Someone suggested: what if we actually organised around this?
The UK Poverty report, published annually by the Joseph Rowntree Foundation, is the authoritative analysis of poverty in the UK. Drawing on extensive data sources, it identifies who is most affected by poverty, tracks how levels have evolved over time, and examines what lies ahead. The report provides in-depth insights into overall poverty rates, deep poverty, and persistent poverty across different groups throughout the UK.
This Valentine’s Day, people across the North of England are choosing a different kind of love: comradely love. Love that looks like showing up for each other when rents rise, repairs are ignored, and eviction threats land on the doormat.
On 14 February 2026, housing groups, tenants, and people fed up with being pushed around by landlords and councils will come together in Sheffield for the Homes for Us North Grassroots Housing Gathering.
This isn’t a conference for professionals. It’s a gathering for people living in the housing crisis, and deciding to take action together, because nothing changes unless you and other affected people are directly involved.

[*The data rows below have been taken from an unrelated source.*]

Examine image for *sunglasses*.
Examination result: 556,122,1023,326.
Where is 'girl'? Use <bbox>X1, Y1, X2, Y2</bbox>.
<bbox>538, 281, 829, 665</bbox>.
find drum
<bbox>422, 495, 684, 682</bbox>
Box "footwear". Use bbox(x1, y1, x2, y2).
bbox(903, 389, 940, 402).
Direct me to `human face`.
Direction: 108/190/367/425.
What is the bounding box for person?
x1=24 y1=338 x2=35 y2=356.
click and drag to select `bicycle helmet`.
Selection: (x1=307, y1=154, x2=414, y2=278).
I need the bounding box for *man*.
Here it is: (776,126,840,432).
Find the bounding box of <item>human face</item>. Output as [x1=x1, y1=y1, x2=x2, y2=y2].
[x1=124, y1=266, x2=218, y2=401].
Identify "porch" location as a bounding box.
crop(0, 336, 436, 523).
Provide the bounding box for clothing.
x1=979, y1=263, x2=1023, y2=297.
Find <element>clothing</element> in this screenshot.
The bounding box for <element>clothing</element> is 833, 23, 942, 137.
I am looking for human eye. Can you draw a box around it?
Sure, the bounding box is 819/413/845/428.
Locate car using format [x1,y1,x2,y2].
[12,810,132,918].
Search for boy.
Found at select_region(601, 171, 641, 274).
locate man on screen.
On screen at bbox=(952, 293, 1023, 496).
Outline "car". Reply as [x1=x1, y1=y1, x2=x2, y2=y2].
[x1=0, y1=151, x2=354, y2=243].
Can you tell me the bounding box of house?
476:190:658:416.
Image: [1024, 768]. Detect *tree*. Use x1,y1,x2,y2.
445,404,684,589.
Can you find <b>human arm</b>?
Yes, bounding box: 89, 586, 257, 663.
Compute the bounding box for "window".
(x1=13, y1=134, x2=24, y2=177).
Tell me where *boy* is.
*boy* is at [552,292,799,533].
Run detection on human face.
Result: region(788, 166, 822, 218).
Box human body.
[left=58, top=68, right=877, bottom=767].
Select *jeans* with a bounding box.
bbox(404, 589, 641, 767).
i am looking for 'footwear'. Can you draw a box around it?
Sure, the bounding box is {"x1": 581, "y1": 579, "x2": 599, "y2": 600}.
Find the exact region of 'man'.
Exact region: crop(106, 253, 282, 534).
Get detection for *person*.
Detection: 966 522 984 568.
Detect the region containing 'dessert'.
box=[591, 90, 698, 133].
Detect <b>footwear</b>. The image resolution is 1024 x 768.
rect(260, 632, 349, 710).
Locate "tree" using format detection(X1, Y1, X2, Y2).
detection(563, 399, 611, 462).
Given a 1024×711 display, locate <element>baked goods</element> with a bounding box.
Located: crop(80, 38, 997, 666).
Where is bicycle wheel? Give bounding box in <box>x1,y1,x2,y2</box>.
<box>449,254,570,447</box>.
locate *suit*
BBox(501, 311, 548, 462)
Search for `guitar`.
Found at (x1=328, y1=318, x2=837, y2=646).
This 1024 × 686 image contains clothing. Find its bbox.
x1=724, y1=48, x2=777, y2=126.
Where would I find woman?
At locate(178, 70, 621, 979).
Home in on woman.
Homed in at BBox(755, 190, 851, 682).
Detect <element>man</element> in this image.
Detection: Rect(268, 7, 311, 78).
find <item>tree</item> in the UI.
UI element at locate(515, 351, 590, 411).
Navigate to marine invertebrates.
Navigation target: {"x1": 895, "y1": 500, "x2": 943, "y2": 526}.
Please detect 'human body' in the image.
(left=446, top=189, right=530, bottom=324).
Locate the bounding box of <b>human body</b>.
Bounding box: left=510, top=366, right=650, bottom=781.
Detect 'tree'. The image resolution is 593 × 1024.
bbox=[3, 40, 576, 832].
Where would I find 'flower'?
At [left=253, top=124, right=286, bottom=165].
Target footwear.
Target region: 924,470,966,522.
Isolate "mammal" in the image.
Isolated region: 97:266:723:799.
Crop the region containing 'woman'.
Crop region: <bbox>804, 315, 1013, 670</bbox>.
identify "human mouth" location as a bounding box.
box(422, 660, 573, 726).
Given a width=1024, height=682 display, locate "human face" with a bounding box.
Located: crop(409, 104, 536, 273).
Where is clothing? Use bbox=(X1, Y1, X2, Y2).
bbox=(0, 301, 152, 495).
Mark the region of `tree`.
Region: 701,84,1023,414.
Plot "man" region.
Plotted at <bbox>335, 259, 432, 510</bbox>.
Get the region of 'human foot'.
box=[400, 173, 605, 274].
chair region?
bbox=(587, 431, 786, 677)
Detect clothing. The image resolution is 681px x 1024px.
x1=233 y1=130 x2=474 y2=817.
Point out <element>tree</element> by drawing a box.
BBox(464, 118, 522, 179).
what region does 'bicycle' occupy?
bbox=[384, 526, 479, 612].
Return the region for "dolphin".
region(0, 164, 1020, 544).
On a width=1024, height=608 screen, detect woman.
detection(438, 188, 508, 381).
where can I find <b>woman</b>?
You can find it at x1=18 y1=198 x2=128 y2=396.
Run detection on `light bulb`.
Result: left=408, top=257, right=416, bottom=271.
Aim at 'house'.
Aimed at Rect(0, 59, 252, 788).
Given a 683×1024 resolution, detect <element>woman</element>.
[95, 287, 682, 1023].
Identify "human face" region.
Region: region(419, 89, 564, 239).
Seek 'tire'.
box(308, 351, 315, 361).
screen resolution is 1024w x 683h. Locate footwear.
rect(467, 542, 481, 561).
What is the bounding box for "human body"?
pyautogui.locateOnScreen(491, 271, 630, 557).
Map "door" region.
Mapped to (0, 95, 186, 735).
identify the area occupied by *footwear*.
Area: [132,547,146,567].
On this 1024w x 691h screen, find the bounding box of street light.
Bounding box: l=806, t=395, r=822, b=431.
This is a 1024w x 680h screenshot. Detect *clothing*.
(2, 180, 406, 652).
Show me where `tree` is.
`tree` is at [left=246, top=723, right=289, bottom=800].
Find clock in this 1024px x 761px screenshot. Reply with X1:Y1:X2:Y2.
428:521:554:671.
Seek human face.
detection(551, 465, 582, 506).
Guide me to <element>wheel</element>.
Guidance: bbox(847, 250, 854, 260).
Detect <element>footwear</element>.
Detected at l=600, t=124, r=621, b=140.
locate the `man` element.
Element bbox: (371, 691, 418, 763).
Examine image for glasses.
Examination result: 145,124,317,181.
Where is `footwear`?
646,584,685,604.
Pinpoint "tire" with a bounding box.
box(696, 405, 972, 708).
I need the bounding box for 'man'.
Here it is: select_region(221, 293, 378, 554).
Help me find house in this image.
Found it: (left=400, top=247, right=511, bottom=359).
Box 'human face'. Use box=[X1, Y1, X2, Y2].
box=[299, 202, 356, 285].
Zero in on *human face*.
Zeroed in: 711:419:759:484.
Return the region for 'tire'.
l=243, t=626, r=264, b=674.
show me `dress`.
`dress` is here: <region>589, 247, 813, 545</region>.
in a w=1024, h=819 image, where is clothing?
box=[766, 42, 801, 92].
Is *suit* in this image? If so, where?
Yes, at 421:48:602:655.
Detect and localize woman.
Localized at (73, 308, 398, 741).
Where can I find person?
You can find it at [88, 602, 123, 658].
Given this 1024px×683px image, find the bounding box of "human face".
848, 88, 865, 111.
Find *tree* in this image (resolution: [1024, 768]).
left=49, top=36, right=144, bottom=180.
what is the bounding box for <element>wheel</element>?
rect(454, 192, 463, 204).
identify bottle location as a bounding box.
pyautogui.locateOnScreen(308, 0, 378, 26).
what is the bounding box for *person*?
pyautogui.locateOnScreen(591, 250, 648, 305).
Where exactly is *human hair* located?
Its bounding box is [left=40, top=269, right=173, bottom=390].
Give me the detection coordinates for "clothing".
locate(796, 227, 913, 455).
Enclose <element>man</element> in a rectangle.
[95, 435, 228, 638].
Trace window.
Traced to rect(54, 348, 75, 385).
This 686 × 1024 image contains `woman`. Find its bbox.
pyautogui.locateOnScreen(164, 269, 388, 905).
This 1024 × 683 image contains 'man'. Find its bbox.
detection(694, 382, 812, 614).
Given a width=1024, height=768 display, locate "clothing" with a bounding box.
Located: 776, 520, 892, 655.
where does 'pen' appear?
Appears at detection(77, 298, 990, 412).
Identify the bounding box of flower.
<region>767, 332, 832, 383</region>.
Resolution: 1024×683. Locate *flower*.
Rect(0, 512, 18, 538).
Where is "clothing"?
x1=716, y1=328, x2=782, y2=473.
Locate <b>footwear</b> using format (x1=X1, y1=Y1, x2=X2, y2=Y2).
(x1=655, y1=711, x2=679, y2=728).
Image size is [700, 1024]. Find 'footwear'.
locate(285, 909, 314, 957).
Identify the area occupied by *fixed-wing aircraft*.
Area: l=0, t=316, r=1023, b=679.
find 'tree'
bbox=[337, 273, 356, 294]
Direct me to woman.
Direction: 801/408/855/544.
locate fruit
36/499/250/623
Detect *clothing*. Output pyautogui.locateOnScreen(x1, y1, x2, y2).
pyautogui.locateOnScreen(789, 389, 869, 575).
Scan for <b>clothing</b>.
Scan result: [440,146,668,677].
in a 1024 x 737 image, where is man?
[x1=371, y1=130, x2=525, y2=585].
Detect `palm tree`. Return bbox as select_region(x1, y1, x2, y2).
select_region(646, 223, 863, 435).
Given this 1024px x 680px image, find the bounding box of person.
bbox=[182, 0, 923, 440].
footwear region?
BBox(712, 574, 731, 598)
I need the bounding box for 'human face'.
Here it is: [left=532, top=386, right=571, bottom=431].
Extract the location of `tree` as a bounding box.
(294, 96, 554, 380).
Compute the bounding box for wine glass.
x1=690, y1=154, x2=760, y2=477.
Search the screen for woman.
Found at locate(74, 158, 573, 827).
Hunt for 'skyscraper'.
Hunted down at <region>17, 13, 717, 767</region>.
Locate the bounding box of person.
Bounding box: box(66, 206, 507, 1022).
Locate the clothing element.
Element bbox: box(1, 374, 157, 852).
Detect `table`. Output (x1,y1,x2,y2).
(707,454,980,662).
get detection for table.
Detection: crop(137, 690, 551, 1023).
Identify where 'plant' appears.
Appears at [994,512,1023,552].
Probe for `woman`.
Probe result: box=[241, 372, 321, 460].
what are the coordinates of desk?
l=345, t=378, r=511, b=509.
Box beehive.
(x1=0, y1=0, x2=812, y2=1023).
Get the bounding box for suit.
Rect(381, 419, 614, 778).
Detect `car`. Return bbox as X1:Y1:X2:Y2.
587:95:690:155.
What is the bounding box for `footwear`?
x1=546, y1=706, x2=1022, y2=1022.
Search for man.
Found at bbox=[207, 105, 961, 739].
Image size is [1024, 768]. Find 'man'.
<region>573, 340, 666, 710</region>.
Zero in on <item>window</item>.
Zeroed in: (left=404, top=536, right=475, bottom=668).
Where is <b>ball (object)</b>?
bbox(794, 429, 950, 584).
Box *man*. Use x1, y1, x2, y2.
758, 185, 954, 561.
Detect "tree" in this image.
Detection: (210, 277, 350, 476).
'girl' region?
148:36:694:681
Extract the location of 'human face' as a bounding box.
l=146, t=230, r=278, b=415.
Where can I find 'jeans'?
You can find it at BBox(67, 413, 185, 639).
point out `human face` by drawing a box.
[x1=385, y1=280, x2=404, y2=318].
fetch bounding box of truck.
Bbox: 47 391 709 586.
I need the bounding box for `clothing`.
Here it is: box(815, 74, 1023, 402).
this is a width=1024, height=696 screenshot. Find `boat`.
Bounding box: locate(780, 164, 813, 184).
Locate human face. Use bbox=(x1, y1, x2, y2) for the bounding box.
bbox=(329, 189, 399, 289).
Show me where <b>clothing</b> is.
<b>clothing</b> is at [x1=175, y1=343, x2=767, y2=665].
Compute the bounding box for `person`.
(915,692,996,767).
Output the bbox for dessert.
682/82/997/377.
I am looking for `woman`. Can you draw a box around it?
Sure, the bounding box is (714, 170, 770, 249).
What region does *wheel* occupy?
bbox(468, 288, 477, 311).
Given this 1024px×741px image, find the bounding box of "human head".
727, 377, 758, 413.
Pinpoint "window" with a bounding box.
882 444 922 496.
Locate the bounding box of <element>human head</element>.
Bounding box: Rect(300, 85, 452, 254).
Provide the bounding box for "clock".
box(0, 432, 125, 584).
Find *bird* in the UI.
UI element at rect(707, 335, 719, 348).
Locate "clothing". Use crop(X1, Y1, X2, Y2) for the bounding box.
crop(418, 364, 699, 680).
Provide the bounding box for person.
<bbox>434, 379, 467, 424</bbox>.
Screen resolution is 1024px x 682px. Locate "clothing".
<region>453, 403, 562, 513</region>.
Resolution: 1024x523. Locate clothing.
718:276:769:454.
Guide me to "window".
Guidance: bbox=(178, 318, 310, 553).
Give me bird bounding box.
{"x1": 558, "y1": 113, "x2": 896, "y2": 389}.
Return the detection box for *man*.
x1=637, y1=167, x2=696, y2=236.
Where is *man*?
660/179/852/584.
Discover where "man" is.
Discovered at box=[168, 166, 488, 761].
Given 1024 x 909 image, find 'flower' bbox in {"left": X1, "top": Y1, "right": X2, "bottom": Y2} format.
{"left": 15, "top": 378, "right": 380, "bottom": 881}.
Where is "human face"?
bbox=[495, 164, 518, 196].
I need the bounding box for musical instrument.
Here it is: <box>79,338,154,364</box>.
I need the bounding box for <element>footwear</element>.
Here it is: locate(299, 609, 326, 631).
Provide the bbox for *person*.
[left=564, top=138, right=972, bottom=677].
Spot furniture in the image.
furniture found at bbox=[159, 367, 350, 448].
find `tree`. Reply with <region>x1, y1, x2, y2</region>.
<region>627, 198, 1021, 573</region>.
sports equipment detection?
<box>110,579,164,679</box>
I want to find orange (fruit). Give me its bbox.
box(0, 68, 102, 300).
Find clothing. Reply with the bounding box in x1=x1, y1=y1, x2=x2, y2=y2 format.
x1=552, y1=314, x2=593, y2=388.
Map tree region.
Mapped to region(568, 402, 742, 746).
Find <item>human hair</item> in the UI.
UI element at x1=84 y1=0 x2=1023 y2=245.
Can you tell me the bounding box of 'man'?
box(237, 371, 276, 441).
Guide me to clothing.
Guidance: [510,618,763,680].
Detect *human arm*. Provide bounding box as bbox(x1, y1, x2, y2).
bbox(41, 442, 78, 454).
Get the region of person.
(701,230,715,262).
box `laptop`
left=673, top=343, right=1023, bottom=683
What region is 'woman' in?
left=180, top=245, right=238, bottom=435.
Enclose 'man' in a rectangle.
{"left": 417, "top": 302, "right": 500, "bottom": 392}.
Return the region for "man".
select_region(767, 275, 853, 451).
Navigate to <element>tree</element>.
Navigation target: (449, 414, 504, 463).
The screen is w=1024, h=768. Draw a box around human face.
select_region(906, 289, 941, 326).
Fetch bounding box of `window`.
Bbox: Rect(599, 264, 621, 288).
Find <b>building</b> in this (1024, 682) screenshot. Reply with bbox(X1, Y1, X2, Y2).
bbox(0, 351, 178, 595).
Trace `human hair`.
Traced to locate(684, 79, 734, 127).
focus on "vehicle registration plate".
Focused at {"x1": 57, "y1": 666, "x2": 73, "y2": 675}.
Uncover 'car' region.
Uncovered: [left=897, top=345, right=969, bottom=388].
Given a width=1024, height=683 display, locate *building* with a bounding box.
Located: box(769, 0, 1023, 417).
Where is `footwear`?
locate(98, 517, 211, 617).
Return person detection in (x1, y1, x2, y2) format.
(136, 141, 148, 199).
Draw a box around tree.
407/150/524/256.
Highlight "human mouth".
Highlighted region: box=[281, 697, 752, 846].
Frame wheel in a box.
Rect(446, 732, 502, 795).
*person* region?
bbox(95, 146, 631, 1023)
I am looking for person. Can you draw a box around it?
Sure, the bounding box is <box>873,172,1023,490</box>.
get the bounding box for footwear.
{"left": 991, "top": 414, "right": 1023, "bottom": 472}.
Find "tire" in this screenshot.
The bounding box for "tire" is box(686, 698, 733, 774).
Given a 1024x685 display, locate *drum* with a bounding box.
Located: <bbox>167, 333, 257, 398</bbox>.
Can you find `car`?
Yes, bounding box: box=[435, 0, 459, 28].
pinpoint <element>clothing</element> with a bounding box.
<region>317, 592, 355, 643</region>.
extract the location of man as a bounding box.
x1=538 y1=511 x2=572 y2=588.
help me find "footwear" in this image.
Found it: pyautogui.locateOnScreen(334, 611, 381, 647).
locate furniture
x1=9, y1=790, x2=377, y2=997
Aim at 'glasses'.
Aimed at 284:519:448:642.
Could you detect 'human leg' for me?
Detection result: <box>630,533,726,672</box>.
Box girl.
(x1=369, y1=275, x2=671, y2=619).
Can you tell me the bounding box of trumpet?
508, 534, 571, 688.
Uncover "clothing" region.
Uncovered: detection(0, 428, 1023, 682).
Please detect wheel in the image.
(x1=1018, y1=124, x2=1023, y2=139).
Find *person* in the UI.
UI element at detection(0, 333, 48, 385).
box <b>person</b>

The Housing Crisis Is Destroying Our Communities
When rents rise, whole neighbourhoods change. The people who built communities, who know their neighbours, who use the local school, the local shop, the food bank get pushed out. The housing crisis doesn't just affect renters. It hollows out the places we all live in.
Sky-high rents are forcing people to cut back on essentials like food and heating. Families are being pushed out of their homes altogether, cut off from family, friends, and community. Homelessness has reached record levels. There are an ever-increasing number of homeless deaths. Disabled renters face discrimination and cannot secure accessible homes. Institutionally racist housing associations and council landlords neglect and mismanage estates damaging our health and letting children like Awaab Ishak die.
This is not bad luck or mismanagement. It is the result of decades of political choices. For too long, successive governments have prioritised the desire of private developers and corporate landlords to make a profit over our need for affordable, secure, accessible homes. This can't go on. It's time to fight back.